Interventions, Curatorial or Archival Disruption, Education and Activism, HerStories. The selected 19 cases from the original 57 focus more precisely on museum-initiated practice, demonstrating that “intervention, disruption and change” does not rely on maverick outsiders to implement temporary innovative feminist strategies, but that change can most definitely be led from within. When addressing structural inequalities, this is a significant difference. All too frequently, interventions from outside an organisation can start a radical and promising conversation around change, only to be shelved and things to be “back to business as usual” once a project is over. The examples in this reader evidence feminist strategies at play, as led by curators, directors, educators and affiliates, to offer confidence to practitioners considering how to best navigate and negotiate social justice issues. Importantly, this volume still offers a depth and variety of examples across global feminist practice in a curatorial, and museums and galleries context, engaging with diverse issues across gender and sexuality, indigenous rights, class, refugees, sex work, domestic abuse, and representation of women’s voice and material culture.
These case studies are presented together for their variety of positions and organisational perspectives. They are not to be passively accepted as the “best” of feminist practice within museums, and should – as any case study – be critiqued and unpacked by the reader for their context, and for the positionality of the author. I advise students and practitioners to read these case studies alongside the publications of Reilly (2018) and Sandell (2012, 2017, 2019) to form a picture of the current state of activism within museums. I also suggest readers seek out Indigenous-led research and practice on gender, feminism, social injustices and material cultures, which offer different approaches and methodologies. There is also a gap in knowledge and practice around interactions between museums and feminism, or activism, coming out of the African continent. As I stated in Feminism and Museums, this publishing work is simply part of a longer process (active and historical) of evidencing feminist practices, which I see as a parallel process to my feminist social action curation. Katy Deepwell’s extensive feminist publishing practice (n. paradoxa from KT Press) offers an outstanding and inspiring example of dedicated feminist publishing (which is both physical and digital).
This Reader is divided into two sections: Feminism from the InsideOut, and Making Feminist Space.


* _Your assignment_: Repeat the listing in full. Nothing may be added or left out.

* _Material provided_:
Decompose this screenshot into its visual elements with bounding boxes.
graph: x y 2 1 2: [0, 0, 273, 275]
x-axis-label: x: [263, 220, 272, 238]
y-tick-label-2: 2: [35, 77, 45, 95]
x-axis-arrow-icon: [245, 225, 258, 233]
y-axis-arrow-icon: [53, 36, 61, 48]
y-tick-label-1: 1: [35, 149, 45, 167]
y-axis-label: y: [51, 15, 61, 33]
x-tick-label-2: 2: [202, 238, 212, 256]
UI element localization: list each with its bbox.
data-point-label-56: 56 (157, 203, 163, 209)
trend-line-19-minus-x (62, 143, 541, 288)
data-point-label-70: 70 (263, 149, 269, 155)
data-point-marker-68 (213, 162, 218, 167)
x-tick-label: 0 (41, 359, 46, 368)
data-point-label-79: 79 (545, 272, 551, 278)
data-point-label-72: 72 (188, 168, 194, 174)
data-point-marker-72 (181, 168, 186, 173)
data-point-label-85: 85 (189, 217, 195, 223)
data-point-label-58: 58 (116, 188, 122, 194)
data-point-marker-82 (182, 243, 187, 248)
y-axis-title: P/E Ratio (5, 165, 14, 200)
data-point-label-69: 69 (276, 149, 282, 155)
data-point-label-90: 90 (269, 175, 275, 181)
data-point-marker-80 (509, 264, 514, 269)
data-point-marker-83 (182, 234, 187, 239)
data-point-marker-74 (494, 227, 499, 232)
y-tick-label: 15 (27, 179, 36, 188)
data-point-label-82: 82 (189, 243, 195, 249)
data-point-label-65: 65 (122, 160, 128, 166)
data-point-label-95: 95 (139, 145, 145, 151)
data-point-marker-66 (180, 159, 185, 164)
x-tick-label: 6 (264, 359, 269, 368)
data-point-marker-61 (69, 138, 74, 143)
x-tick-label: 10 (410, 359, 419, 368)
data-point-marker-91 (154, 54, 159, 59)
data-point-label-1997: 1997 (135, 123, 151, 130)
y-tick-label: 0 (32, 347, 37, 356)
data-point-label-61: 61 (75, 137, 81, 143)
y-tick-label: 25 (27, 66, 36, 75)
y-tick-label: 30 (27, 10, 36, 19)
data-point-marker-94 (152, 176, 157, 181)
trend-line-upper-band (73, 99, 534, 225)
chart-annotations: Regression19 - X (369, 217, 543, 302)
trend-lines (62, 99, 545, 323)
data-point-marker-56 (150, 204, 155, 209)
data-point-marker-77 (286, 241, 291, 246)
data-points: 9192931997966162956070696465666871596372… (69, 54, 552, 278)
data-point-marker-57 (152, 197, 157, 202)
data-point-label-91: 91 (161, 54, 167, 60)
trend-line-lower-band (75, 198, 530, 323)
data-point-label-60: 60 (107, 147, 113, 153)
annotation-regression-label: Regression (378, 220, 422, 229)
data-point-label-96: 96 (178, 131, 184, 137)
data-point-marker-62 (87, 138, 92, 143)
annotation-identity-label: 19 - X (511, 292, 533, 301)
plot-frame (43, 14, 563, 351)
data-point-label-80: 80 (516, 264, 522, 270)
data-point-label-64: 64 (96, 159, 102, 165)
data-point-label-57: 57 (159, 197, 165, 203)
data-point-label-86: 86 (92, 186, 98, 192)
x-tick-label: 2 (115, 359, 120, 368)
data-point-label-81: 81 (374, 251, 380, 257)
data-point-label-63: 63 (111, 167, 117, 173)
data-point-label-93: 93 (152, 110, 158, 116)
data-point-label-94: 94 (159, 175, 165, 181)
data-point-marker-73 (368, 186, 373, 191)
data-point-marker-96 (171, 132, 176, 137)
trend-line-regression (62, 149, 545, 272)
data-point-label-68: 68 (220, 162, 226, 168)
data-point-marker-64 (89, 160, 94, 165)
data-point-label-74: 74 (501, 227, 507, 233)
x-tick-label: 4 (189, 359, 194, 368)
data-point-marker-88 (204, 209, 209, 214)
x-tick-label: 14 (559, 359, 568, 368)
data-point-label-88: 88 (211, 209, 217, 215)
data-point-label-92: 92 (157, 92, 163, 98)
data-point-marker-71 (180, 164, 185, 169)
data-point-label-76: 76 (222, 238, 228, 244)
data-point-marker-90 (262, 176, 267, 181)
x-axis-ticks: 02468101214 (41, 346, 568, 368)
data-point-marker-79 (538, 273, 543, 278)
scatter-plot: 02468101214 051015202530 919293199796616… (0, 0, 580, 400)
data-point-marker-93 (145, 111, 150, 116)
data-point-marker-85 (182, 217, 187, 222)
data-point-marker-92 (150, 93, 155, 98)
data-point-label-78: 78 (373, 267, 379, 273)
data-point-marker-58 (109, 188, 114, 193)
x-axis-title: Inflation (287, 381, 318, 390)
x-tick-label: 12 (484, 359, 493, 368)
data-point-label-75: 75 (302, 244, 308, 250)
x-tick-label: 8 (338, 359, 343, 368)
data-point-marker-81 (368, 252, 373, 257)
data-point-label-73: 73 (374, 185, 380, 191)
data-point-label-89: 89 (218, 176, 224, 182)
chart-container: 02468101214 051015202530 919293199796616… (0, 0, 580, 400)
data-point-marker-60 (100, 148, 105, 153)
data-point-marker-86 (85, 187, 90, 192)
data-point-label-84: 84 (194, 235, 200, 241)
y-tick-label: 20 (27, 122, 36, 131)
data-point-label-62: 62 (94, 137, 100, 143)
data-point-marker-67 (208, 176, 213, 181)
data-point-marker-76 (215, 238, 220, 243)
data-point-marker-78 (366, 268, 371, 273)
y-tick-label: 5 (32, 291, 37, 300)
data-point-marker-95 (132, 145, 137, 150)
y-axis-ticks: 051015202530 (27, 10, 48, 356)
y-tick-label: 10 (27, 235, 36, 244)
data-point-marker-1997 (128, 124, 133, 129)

* _Answer box_:
Decompose this screenshot into its visual elements with bounding boxes.
graph: x y 2 1 2: [0, 0, 273, 275]
x-axis-label: x: [263, 220, 272, 238]
y-tick-label-2: 2: [35, 77, 45, 95]
x-axis-arrow-icon: [245, 225, 258, 233]
y-axis-arrow-icon: [53, 36, 61, 48]
y-tick-label-1: 1: [35, 149, 45, 167]
y-axis-label: y: [51, 15, 61, 33]
x-tick-label-2: 2: [202, 238, 212, 256]
UI element localization: list each with its bbox.
data-point-label-56: 56 (157, 203, 163, 209)
trend-line-19-minus-x (62, 143, 541, 288)
data-point-label-70: 70 (263, 149, 269, 155)
data-point-marker-68 (213, 162, 218, 167)
x-tick-label: 0 (41, 359, 46, 368)
data-point-label-79: 79 (545, 272, 551, 278)
data-point-label-72: 72 (188, 168, 194, 174)
data-point-marker-72 (181, 168, 186, 173)
data-point-label-85: 85 (189, 217, 195, 223)
data-point-label-58: 58 (116, 188, 122, 194)
data-point-marker-82 (182, 243, 187, 248)
y-axis-title: P/E Ratio (5, 165, 14, 200)
data-point-label-69: 69 (276, 149, 282, 155)
data-point-label-90: 90 (269, 175, 275, 181)
data-point-marker-80 (509, 264, 514, 269)
data-point-marker-83 (182, 234, 187, 239)
data-point-marker-74 (494, 227, 499, 232)
y-tick-label: 15 (27, 179, 36, 188)
data-point-label-82: 82 (189, 243, 195, 249)
data-point-label-65: 65 (122, 160, 128, 166)
data-point-label-95: 95 (139, 145, 145, 151)
data-point-marker-66 (180, 159, 185, 164)
x-tick-label: 6 (264, 359, 269, 368)
data-point-marker-61 (69, 138, 74, 143)
x-tick-label: 10 (410, 359, 419, 368)
data-point-marker-91 (154, 54, 159, 59)
data-point-label-1997: 1997 (135, 123, 151, 130)
y-tick-label: 0 (32, 347, 37, 356)
data-point-label-61: 61 (75, 137, 81, 143)
y-tick-label: 25 (27, 66, 36, 75)
y-tick-label: 30 (27, 10, 36, 19)
data-point-marker-94 (152, 176, 157, 181)
trend-line-upper-band (73, 99, 534, 225)
chart-annotations: Regression19 - X (369, 217, 543, 302)
trend-lines (62, 99, 545, 323)
data-point-marker-56 (150, 204, 155, 209)
data-point-marker-77 (286, 241, 291, 246)
data-points: 9192931997966162956070696465666871596372… (69, 54, 552, 278)
data-point-marker-57 (152, 197, 157, 202)
data-point-label-91: 91 (161, 54, 167, 60)
trend-line-lower-band (75, 198, 530, 323)
data-point-label-60: 60 (107, 147, 113, 153)
annotation-regression-label: Regression (378, 220, 422, 229)
data-point-label-96: 96 (178, 131, 184, 137)
data-point-marker-62 (87, 138, 92, 143)
annotation-identity-label: 19 - X (511, 292, 533, 301)
plot-frame (43, 14, 563, 351)
data-point-label-80: 80 (516, 264, 522, 270)
data-point-label-64: 64 (96, 159, 102, 165)
data-point-label-57: 57 (159, 197, 165, 203)
data-point-label-86: 86 (92, 186, 98, 192)
x-tick-label: 2 (115, 359, 120, 368)
data-point-label-81: 81 (374, 251, 380, 257)
data-point-label-63: 63 (111, 167, 117, 173)
data-point-label-93: 93 (152, 110, 158, 116)
data-point-label-94: 94 (159, 175, 165, 181)
data-point-marker-73 (368, 186, 373, 191)
data-point-marker-96 (171, 132, 176, 137)
trend-line-regression (62, 149, 545, 272)
data-point-label-68: 68 (220, 162, 226, 168)
data-point-marker-64 (89, 160, 94, 165)
data-point-label-74: 74 (501, 227, 507, 233)
x-tick-label: 4 (189, 359, 194, 368)
data-point-marker-88 (204, 209, 209, 214)
x-tick-label: 14 (559, 359, 568, 368)
data-point-label-88: 88 (211, 209, 217, 215)
data-point-label-92: 92 (157, 92, 163, 98)
data-point-marker-71 (180, 164, 185, 169)
data-point-label-76: 76 (222, 238, 228, 244)
data-point-marker-90 (262, 176, 267, 181)
x-axis-ticks: 02468101214 (41, 346, 568, 368)
data-point-marker-79 (538, 273, 543, 278)
scatter-plot: 02468101214 051015202530 919293199796616… (0, 0, 580, 400)
data-point-marker-93 (145, 111, 150, 116)
data-point-marker-85 (182, 217, 187, 222)
data-point-marker-92 (150, 93, 155, 98)
data-point-label-78: 78 (373, 267, 379, 273)
data-point-marker-58 (109, 188, 114, 193)
x-axis-title: Inflation (287, 381, 318, 390)
x-tick-label: 12 (484, 359, 493, 368)
data-point-label-75: 75 (302, 244, 308, 250)
x-tick-label: 8 (338, 359, 343, 368)
data-point-marker-81 (368, 252, 373, 257)
data-point-label-73: 73 (374, 185, 380, 191)
data-point-label-89: 89 (218, 176, 224, 182)
chart-container: 02468101214 051015202530 919293199796616… (0, 0, 580, 400)
data-point-marker-60 (100, 148, 105, 153)
data-point-marker-86 (85, 187, 90, 192)
data-point-label-84: 84 (194, 235, 200, 241)
y-tick-label: 20 (27, 122, 36, 131)
data-point-label-62: 62 (94, 137, 100, 143)
data-point-marker-67 (208, 176, 213, 181)
data-point-marker-76 (215, 238, 220, 243)
data-point-marker-78 (366, 268, 371, 273)
y-tick-label: 5 (32, 291, 37, 300)
data-point-marker-95 (132, 145, 137, 150)
y-axis-ticks: 051015202530 (27, 10, 48, 356)
y-tick-label: 10 (27, 235, 36, 244)
data-point-marker-1997 (128, 124, 133, 129)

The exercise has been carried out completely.